© AP / Frank AugsteinPeople embrace and mourn at the massive flower field laid in memory of victims of Friday’s twin attacks in Norway.
The gravest threat we face from terrorism, as the killings in Norway by Anders Behring Breivik underscore, comes not from the Islamic world but the radical Christian right and the secular fundamentalists who propagate the bigoted, hateful caricatures of observant Muslims and those defined as our internal enemies. The caricature and fear are spread as diligently by the Christian right as they are by atheists such as
Sam Harris and
Christopher Hitchens. Our religious and secular fundamentalists all peddle the same racist filth and intolerance that infected Breivik. This filth has poisoned and degraded our civil discourse. The looming economic and environmental collapse will provide sparks and tinder to transform this coarse language of fundamentalist hatred into, I fear, the murderous rampages experienced by Norway. I worry more about the Anders Breiviks than the Mohammed Attas.
The battle under way in America is not between religion and science. It is not between those who embrace the rational and those who believe in biblical myth. It is not between Western civilization and Islam. The blustering televangelists and the New Atheists, the television pundits and our vaunted Middle East specialists and experts, are all part of our vast, simplistic culture of mindless entertainment. They are in show business. They cannot afford complexity. Religion and science, facts and lies, truth and fiction, are the least of their concerns. They trade insults and
clichés like cartoon characters. They don masks. One wears the mask of religion. One wears the mask of science. One wears the mask of journalism. One wears the mask of the terrorism expert. They jab back and forth in predictable sound bites. It is a sterile and useless debate between bizarre subsets of American culture. Some use the scientific theory of evolution to explain the behavior and rules for complex social and political systems, and others insist that the six-day creation story in Genesis is a factual account. The danger we face is not in the quarrel between religion advocates and evolution advocates, but in the widespread mental habit of fundamentalism itself.
Comment: Mr. Hedge's analysis of the problem of fundamentalism (regardless of its particular form) is correct. However, he is evidently unaware of the role that psychopaths play in these situation. Once an ideology, no matter how benign and well-intentioned its beginnings, has been twisted from within by these parasites on society, there can only be one outcome: its use as a means of domination.
The seminal book,
Political Ponerology, outlines the means and methods by which this is accomplished.
Comment: Mr. Hedge's analysis of the problem of fundamentalism (regardless of its particular form) is correct. However, he is evidently unaware of the role that psychopaths play in these situation. Once an ideology, no matter how benign and well-intentioned its beginnings, has been twisted from within by these parasites on society, there can only be one outcome: its use as a means of domination.
The seminal book, Political Ponerology, outlines the means and methods by which this is accomplished.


**Assignment**.
Only the lines from the one containing "At what (x,y)" through the final line below belong in the output, copied exactly and without pictures.

**Pixel coordinate grounding data**.
**********

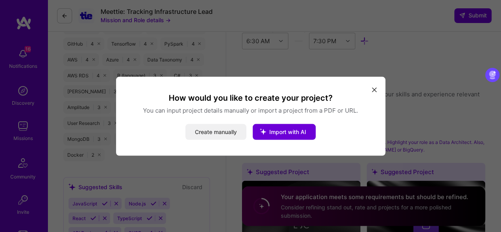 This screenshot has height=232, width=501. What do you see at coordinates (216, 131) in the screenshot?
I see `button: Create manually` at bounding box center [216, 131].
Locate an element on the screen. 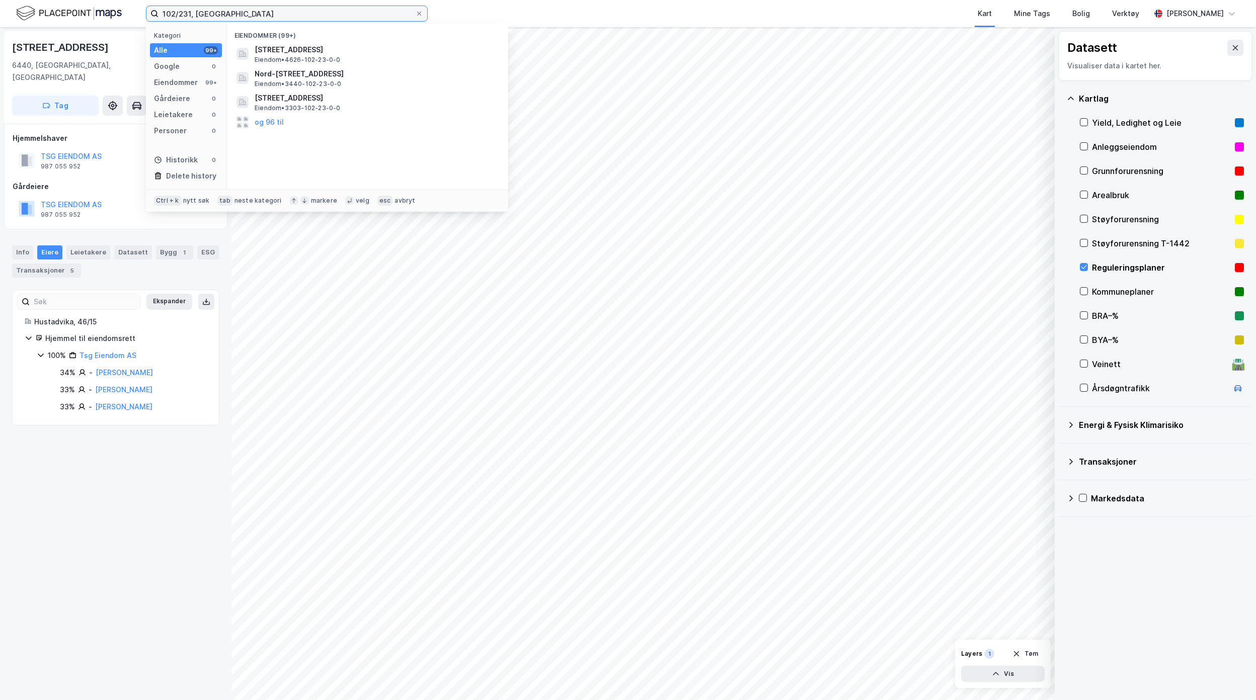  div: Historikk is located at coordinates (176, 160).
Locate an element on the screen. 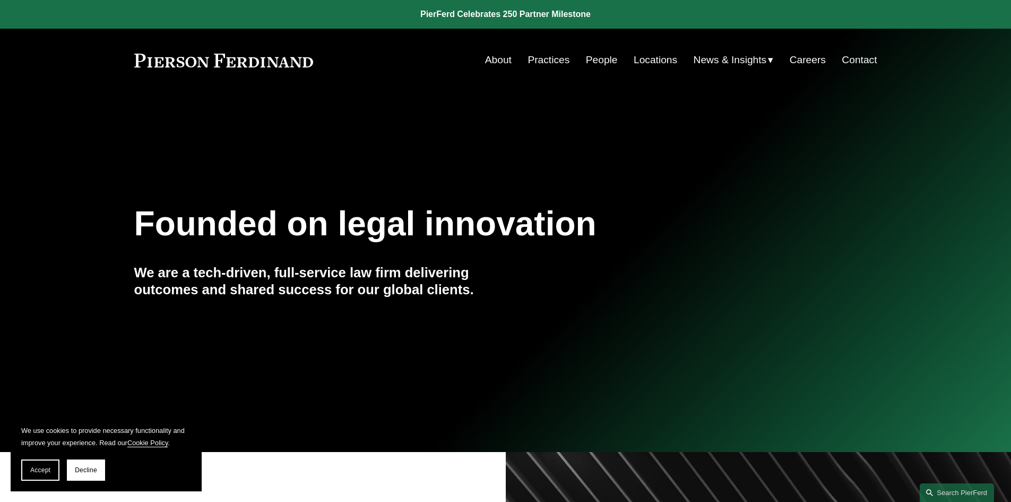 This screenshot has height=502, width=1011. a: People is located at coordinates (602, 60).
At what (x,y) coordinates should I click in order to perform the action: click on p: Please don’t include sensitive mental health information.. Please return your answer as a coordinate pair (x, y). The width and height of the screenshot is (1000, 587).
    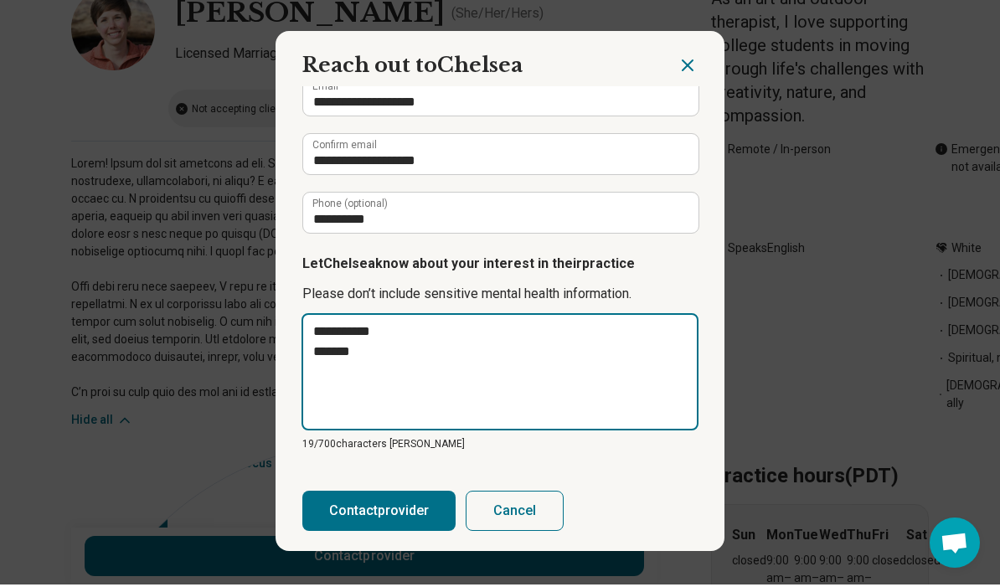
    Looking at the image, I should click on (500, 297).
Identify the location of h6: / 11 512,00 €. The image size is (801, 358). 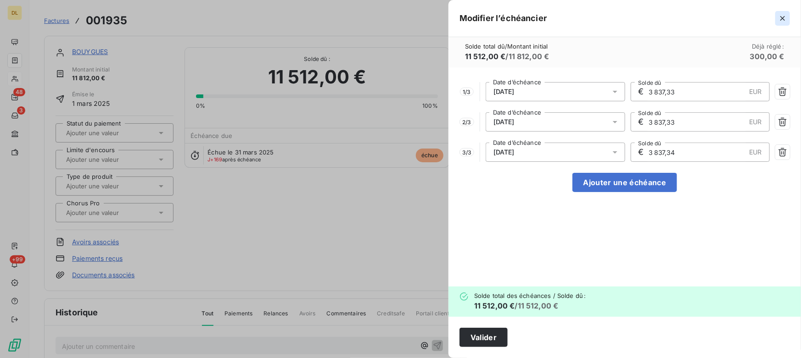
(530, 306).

**********

**Response for this exercise**.
At what (x,y) coordinates should I click in order to perform the action: click on p: Please don’t include sensitive mental health information.. Please return your answer as a coordinate pair (x, y). The width and height of the screenshot is (1000, 587).
    Looking at the image, I should click on (500, 297).
Identify the location of h6: / 11 512,00 €. The image size is (801, 358). 
(530, 306).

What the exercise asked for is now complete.